Well, that took a bit longer than expected. I used an RLE optimization. It could use some more work, but it already brings down the calculations to well under a millisec for my 700*180 map, and that's only if the water is disrupted. On top of this, I actually make 10 simulations per frame, not once per game tick, like in say, Boulder Dash. This way my water will flow nicely and quickly though corridors and such. Other techniques have the disadvantage of teleporting the water so you can't see how it flowed, or move the water too slow, making it seem like sand or lava.
Another thing that I do is scattering the water. Some algorithms will produce nasty vertical shafts if there's a leak. This happens when falling down is always prioritized. It will cause an 'edge of the world' wall of water. I occasionally jitter the edges a little so the water forms nice splashy piles.

RLE bottom-top optimization plotted for clarity/debugging. It took some head scratching to get it to work. Static water cells are removed from the simulation until disturbed (or their neighbors are).
Idea mentioned in earlier post. This will be a visual effect and nothing that's part of the water simulation. I can look at neighbors and perhaps figure out a suitable water tile. I'm worried that since the water jitters around a lot, it will look kind of crappy. Also, it will probably be hard to figure out if the waves should be toned up or down. I might be able to build a table, like the HQ3x algorithm does.

Edit: I'm retarded! My millisec counter code was wrong and when I corrected it the MS count jumped up 20x! The sim still runs under a 18ms (which is a frame), so I didn't see this. Luckily I also discovered that I was compiling in debug mode, which has a bunch of bound checks and so for arrays which are VERY slow. When I made a normal build, the simulation was pretty fast again, but not fast enough. Then I realized that... Well, I'm dealing with large water masses here. A pixel (which represents a tile) is probably a cubic meters of water. Running the simulation 10 times per frame just looks good when looking at the entire map from a distance, but Zoomed in, a tile could potentially travel 10px per frame this way. So I just run the sim one time per frame now, and I'm back to 0.5ms or so. This way waves will jitter around less too.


◆ AIM OF THE EXERCISE
Repeat back every line of the data, exactly.

════════════════

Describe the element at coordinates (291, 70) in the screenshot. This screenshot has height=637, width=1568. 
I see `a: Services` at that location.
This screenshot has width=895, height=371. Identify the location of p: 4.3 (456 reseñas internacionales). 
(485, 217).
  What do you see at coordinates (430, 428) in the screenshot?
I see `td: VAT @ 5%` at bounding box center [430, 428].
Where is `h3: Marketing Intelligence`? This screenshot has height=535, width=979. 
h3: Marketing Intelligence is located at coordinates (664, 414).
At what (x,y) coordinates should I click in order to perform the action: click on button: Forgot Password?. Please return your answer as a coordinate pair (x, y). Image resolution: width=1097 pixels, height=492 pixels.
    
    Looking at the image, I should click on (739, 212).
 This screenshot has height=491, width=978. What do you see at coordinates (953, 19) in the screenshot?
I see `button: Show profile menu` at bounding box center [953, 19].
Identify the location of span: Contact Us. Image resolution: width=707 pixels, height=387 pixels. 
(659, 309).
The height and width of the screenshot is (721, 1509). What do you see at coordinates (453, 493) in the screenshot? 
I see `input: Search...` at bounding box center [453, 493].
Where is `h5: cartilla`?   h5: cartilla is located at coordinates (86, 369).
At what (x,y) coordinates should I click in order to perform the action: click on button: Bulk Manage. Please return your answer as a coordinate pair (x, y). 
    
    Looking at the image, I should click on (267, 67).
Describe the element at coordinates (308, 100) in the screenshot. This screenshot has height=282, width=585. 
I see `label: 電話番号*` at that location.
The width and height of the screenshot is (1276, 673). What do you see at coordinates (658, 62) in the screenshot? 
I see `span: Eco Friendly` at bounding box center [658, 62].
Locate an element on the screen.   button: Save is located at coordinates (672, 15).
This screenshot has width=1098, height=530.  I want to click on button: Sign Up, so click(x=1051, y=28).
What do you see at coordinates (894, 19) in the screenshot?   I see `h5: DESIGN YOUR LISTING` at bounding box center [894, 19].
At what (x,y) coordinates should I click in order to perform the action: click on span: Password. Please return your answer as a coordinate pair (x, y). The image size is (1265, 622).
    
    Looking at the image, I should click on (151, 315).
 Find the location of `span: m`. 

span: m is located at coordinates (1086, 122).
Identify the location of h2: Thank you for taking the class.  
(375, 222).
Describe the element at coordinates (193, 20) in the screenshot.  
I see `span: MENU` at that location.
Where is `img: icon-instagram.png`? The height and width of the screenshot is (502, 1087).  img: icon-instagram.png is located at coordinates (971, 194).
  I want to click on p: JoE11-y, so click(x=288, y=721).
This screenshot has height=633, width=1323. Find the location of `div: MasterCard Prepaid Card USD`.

════════════════

◆ TASK SOLUTION
Describe the element at coordinates (291, 70) in the screenshot. This screenshot has height=637, width=1568. 
I see `a: Services` at that location.
This screenshot has width=895, height=371. Identify the location of p: 4.3 (456 reseñas internacionales). 
(485, 217).
  What do you see at coordinates (430, 428) in the screenshot?
I see `td: VAT @ 5%` at bounding box center [430, 428].
Where is `h3: Marketing Intelligence`? This screenshot has height=535, width=979. 
h3: Marketing Intelligence is located at coordinates (664, 414).
At what (x,y) coordinates should I click in order to perform the action: click on button: Forgot Password?. Please return your answer as a coordinate pair (x, y). Image resolution: width=1097 pixels, height=492 pixels.
    
    Looking at the image, I should click on (739, 212).
 This screenshot has height=491, width=978. What do you see at coordinates (953, 19) in the screenshot?
I see `button: Show profile menu` at bounding box center [953, 19].
Identify the location of span: Contact Us. Image resolution: width=707 pixels, height=387 pixels. 
(659, 309).
The height and width of the screenshot is (721, 1509). What do you see at coordinates (453, 493) in the screenshot? 
I see `input: Search...` at bounding box center [453, 493].
Where is `h5: cartilla`?   h5: cartilla is located at coordinates (86, 369).
At what (x,y) coordinates should I click in order to perform the action: click on button: Bulk Manage. Please return your answer as a coordinate pair (x, y). 
    
    Looking at the image, I should click on (267, 67).
Describe the element at coordinates (308, 100) in the screenshot. This screenshot has height=282, width=585. 
I see `label: 電話番号*` at that location.
The width and height of the screenshot is (1276, 673). What do you see at coordinates (658, 62) in the screenshot? 
I see `span: Eco Friendly` at bounding box center [658, 62].
Locate an element on the screen.   button: Save is located at coordinates (672, 15).
This screenshot has width=1098, height=530.  I want to click on button: Sign Up, so click(x=1051, y=28).
What do you see at coordinates (894, 19) in the screenshot?   I see `h5: DESIGN YOUR LISTING` at bounding box center [894, 19].
At what (x,y) coordinates should I click in order to perform the action: click on span: Password. Please return your answer as a coordinate pair (x, y). The image size is (1265, 622).
    
    Looking at the image, I should click on (151, 315).
 Find the location of `span: m`. 

span: m is located at coordinates (1086, 122).
Identify the location of h2: Thank you for taking the class.  
(375, 222).
Describe the element at coordinates (193, 20) in the screenshot.  
I see `span: MENU` at that location.
Where is `img: icon-instagram.png`? The height and width of the screenshot is (502, 1087).  img: icon-instagram.png is located at coordinates (971, 194).
  I want to click on p: JoE11-y, so click(x=288, y=721).
This screenshot has height=633, width=1323. Find the location of `div: MasterCard Prepaid Card USD`.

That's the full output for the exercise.